Yeah already talked about it, they agreed as long as I keep those grades high.Have you actually talked to your parents about this plan? I'm getting the feeling the answer might be "no".
You're clearly enthusiastic and motivated to work and that's great, but you need to talk practicalities and finances with them.
And then what? Dreams are subconscious and noninteractive (with the exception of people capable of lucid dreaming). If you want to simulate that, just darken your room, put on your headphones and watch a video. The big problem is not inputting sensory information, but reading out the intent of movement and translating that into ingame actions, *without* actually having to carry them out in real life, and apparently *without* precise measurements provided by electrodes placed on or in the brain, instead relying on the weakened, filtered, scattered signals that you can get your hands on from the other side of the skull.It is technically possible, we could put the brain into REM state and make a machine that simulates dreams and connect to our brain
Sure, this is perfectly fine for disabled people who have no other option of communicating/operating a computer and are stuck with thinking of numbers 1-9 at a rate of 10 digits per minute, as in the paper you linked. The Nerve Gear which the OP wants to make into reality, however, goes far beyond this: it captures your every movement intent and maps this data onto your in-game avatar in real time, with perfect accuracy. That is, it doesn't recognize a couple of brainwave patterns and map those to the WASD keys (such products exist commercially today); it literally lets you control your avatar's body like you would your own, going as far as facial expressions and speech. Basically like a Ghost in the Shell-style full-body prosthetic, except virtual.It doesn't have to be invasive, most current research into BCI involves EEGs as the signal capturing agent.

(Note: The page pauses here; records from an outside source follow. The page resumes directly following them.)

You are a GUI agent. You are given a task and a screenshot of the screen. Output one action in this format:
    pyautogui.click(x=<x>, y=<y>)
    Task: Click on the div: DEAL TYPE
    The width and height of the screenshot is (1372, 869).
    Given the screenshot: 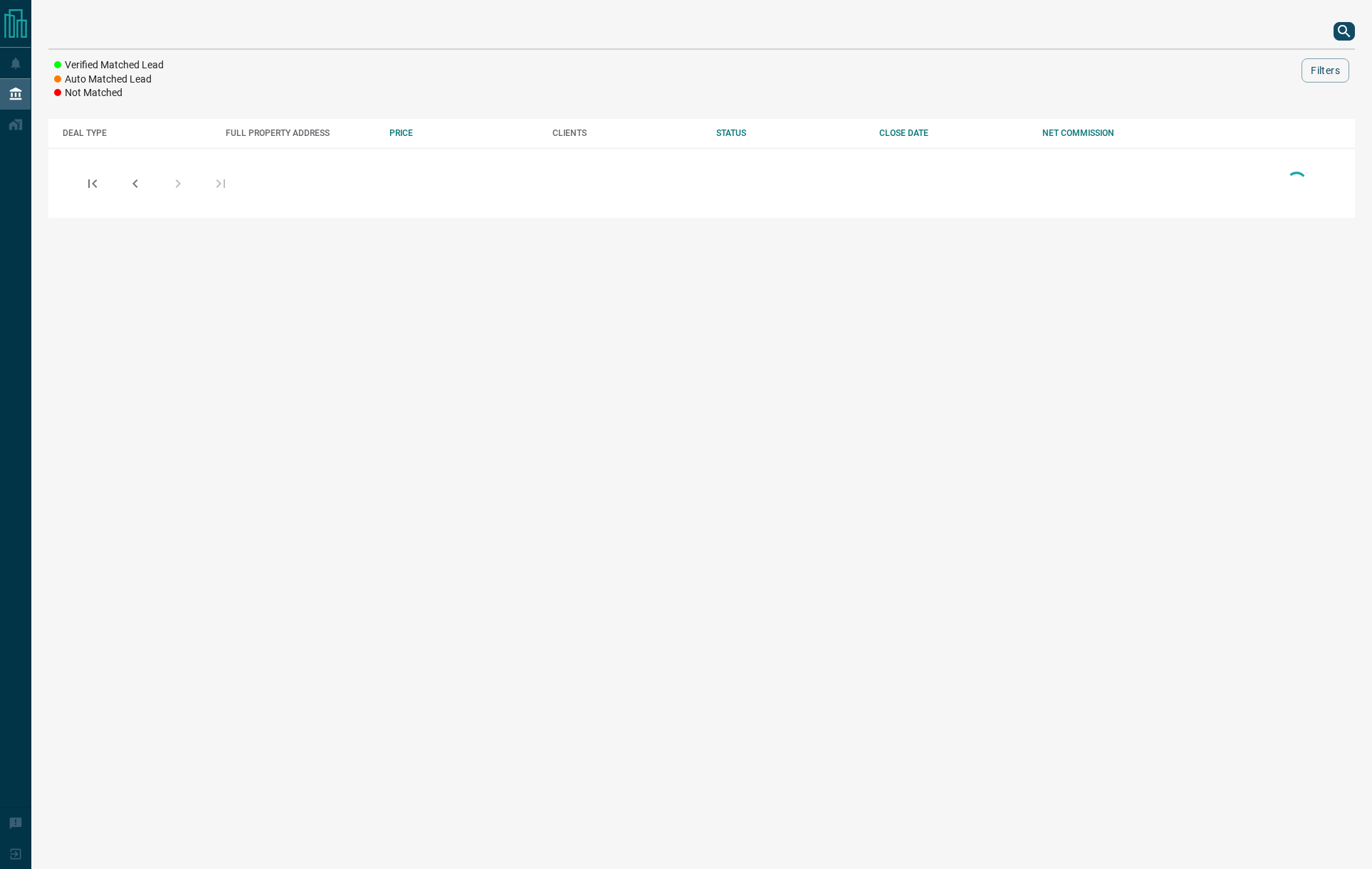 What is the action you would take?
    pyautogui.click(x=137, y=133)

I have no way to judge your intelligence, nor your aptitude for graduate-level scientific research, but just your grades from secondary education (alone) have little bearing on whether a university as prestigious as Tōdai will accept you; admission requirements go beyond that. It's on the same level as Cornell or Northwestern (US), or ETH Zurich (Switzerland).I have an average of 98 in my report card,or A+ in us terms.
Sounds fun, but realize that thousands of young people do these kinds of things so it's great for motivation but not a selling point for admission to top programs. On the bright side, glad you've found something you're interested in! Keep chasing that desire to learn!Me and my friends were able to build a drone using rasberry pi it was awesome and hope to understand machines more.